Receptors, now recognized as chemical entities, began life as a late-19thcentury concept, proposed independently by Ehrlich and Langley. There seems to have been little enthusiasm for the concept at the beginning. Indeed, Henry Dale, the doyen of British physiologists, thought the idea was redundant. However, the concept was kept alive by a small coterie of theoretically minded pharmacologists who were interested in trying to interpret dose-response relations. Hill, a pupil of Langley, sought to interpret the dose-response curves generated by nicotine on the frog rectus abdominis preparation by applying the Law of Mass Action. To make the algebra work, he had to turn the receptor concept into a mathematical operator. That was in 1906. Over the next 50 years, quantitative pharmacology was quietly developed on the basis of the receptor-as-mathematicaloperator concept.

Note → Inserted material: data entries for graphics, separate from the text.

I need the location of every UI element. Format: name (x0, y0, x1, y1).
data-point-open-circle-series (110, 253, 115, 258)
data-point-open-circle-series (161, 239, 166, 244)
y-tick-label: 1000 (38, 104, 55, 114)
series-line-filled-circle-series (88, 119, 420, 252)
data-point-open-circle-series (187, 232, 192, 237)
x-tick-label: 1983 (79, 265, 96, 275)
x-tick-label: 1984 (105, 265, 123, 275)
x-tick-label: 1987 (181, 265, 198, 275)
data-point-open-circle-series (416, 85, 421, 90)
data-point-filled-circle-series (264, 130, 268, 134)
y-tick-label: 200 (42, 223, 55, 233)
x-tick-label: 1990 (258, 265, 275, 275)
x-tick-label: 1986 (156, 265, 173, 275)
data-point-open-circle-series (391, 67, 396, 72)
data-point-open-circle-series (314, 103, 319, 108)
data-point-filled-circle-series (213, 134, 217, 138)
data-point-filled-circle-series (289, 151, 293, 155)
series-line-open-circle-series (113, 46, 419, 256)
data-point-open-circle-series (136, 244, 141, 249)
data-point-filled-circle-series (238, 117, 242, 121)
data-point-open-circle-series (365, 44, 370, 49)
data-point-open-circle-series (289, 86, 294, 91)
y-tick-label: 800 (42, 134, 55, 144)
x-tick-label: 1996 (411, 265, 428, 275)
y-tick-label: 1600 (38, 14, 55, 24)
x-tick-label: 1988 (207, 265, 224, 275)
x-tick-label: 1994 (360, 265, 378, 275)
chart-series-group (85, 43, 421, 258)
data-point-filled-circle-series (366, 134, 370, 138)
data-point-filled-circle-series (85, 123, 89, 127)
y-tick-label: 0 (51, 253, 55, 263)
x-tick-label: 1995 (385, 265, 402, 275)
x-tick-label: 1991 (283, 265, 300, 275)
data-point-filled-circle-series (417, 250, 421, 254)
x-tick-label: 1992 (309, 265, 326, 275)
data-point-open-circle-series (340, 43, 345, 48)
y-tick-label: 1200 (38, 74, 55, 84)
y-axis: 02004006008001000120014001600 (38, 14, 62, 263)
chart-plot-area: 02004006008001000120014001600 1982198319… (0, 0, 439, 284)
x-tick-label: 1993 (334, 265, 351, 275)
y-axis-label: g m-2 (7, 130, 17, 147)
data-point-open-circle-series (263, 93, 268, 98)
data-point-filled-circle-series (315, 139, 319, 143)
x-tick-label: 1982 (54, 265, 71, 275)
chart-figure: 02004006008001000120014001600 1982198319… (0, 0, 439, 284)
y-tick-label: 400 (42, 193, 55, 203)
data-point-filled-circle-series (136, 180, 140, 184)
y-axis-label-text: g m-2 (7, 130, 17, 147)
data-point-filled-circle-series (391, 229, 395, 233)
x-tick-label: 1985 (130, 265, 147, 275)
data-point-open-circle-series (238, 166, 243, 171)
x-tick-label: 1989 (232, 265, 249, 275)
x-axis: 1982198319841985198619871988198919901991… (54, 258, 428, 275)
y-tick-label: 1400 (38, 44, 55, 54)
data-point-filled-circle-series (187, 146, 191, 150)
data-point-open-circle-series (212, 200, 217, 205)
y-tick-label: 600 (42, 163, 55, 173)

Although the theoretical work of Clark, Gaddum, Schild, Ariens, Furchgott, and others was not ignored by mainstream pharmacologists and textbook writers, neither was it incorporated into their work until after 1950. Ahlquist complained that he failed to get his 1948 paper on adrenotropic receptors published in any of the main pharmacology journals and only succeeded in getting it published in the American Journal of Physiology because the editor, W. F. Hamilton, was a friend and colleague. Yet Ahlquist's paper was the first time that "receptor" was used as an explanatory model, was the start of the enthusiasm among pharmacologists for classification of receptor subtypes, and, as it happens, was the foundation of my own work on beta-blockers.